If a governess frolics and there is no elderly gentleman to witness it . . . ?
A Good Day for Seppuku – Kate Braverman
Experimental boomer fiction that may not have lost its bile, but has lost its bite.
Performative writing promises no buttoned-up endings, no achievement of perfection. It refutes the notion of a progression, of a moving forward, the reaching of a completed end-point.
Theis lives in the stage directions, in the unspoken.
Beyond the Blurb – Daniel Green
The divide between the top capos of Big 5 publishing and the assistants that execute their bidding is more vast and unscalable than ever before.
Amid Midwestern megachurches and half-built subdivisions, my obsession with Bowie was gritted into a secret pearl.
Three Scenarios in Which Hana Sasaki Grows a Tail – Kelly Luce
I would happily suggest that Luce contributes as much to the contemporary renaissance of the short story in her first work as Russell, Aimee Bender, and George Saunders have with their recent masterpieces.
I’d characterize Mira Corpora as a seduction. It heightens the pulse and warps the mind with the allure and cliffhangers of a sexy action flick.
Linda Perdido is a story about wanderers. Not wanderlusts, and certainly not “lost,” but those who wander for the sake of it.
Down the Rabbit Hole – Juan Pablo Villalobos
Like its pintsize narrator, this novel divulges an unnerving inner darkness beyond its dainty exterior.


▸ Your goal
Wherever the string "arrses" occurs in a line of these records, report that line.

▸ Record extracts
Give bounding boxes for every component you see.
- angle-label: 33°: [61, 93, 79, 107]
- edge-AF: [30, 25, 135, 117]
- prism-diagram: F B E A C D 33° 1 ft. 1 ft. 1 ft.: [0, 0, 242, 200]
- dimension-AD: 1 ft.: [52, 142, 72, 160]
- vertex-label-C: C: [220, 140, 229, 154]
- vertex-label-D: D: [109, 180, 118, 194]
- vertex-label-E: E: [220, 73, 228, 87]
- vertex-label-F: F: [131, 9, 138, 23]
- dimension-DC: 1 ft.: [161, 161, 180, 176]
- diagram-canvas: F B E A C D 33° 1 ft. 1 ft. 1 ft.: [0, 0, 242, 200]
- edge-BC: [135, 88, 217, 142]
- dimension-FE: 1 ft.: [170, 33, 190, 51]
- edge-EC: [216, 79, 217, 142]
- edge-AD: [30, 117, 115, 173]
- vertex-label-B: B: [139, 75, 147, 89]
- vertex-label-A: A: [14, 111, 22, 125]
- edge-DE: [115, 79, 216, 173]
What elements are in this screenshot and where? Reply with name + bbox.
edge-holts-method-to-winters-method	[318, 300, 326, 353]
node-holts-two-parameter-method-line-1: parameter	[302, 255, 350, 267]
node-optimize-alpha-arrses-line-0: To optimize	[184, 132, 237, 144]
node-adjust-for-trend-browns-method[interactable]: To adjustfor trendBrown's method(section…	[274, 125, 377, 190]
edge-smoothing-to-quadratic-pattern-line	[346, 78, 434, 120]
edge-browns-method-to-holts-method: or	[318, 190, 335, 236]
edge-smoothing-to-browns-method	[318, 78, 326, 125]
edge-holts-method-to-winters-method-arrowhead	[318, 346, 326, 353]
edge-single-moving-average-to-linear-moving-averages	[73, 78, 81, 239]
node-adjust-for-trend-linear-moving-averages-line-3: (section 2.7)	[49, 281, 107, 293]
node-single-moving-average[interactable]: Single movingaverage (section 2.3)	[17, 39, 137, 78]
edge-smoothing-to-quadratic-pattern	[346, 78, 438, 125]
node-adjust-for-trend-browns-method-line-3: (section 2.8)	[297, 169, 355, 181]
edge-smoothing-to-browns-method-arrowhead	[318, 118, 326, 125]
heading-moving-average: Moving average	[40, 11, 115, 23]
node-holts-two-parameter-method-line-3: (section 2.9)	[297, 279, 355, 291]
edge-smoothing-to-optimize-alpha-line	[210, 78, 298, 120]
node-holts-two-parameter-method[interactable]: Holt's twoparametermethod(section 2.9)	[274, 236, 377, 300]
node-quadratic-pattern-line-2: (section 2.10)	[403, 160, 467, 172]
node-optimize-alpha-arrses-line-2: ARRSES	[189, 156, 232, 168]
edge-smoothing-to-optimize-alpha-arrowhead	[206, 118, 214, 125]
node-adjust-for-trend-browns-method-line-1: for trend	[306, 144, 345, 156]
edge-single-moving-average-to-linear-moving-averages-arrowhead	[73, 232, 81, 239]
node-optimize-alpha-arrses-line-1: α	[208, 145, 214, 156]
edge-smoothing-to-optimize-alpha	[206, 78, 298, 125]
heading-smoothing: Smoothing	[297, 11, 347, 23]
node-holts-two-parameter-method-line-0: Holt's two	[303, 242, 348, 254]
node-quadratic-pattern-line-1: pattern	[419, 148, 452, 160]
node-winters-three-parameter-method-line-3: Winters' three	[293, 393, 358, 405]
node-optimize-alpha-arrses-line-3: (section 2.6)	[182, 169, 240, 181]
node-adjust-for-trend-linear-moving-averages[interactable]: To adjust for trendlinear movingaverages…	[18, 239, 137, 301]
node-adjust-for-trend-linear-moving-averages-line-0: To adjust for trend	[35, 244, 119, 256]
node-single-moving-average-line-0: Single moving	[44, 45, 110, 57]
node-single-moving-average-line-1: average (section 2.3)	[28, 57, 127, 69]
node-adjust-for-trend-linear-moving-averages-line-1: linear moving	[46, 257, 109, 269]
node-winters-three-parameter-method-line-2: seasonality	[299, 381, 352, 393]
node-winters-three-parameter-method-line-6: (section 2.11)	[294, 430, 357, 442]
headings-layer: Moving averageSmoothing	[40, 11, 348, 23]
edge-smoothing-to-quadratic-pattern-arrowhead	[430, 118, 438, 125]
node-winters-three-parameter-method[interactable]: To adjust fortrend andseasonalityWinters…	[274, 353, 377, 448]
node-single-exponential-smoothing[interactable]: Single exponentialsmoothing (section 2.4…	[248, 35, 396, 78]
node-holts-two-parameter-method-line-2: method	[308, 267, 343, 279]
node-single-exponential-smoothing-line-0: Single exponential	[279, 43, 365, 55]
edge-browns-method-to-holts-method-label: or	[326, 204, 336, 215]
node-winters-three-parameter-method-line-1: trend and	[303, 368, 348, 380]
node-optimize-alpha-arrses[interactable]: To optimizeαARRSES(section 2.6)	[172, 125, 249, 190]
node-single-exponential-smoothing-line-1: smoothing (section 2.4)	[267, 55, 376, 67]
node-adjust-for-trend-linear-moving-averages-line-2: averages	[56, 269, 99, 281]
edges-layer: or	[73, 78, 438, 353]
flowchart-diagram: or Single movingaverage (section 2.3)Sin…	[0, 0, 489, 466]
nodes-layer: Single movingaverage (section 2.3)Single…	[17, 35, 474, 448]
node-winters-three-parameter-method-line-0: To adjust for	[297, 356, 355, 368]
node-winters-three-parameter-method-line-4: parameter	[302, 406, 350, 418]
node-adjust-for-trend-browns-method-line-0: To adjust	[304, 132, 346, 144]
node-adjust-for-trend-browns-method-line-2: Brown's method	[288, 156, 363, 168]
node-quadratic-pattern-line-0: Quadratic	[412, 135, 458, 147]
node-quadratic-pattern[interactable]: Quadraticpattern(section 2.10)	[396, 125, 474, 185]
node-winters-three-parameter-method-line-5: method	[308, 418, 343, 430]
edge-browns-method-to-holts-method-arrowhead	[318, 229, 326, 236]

▸ Response area
node-optimize-alpha-arrses-line-0: To optimize	[184, 132, 237, 144]
node-optimize-alpha-arrses-line-2: ARRSES	[189, 156, 232, 168]
node-optimize-alpha-arrses-line-1: α	[208, 145, 214, 156]
node-optimize-alpha-arrses-line-3: (section 2.6)	[182, 169, 240, 181]
node-optimize-alpha-arrses[interactable]: To optimizeαARRSES(section 2.6)	[172, 125, 249, 190]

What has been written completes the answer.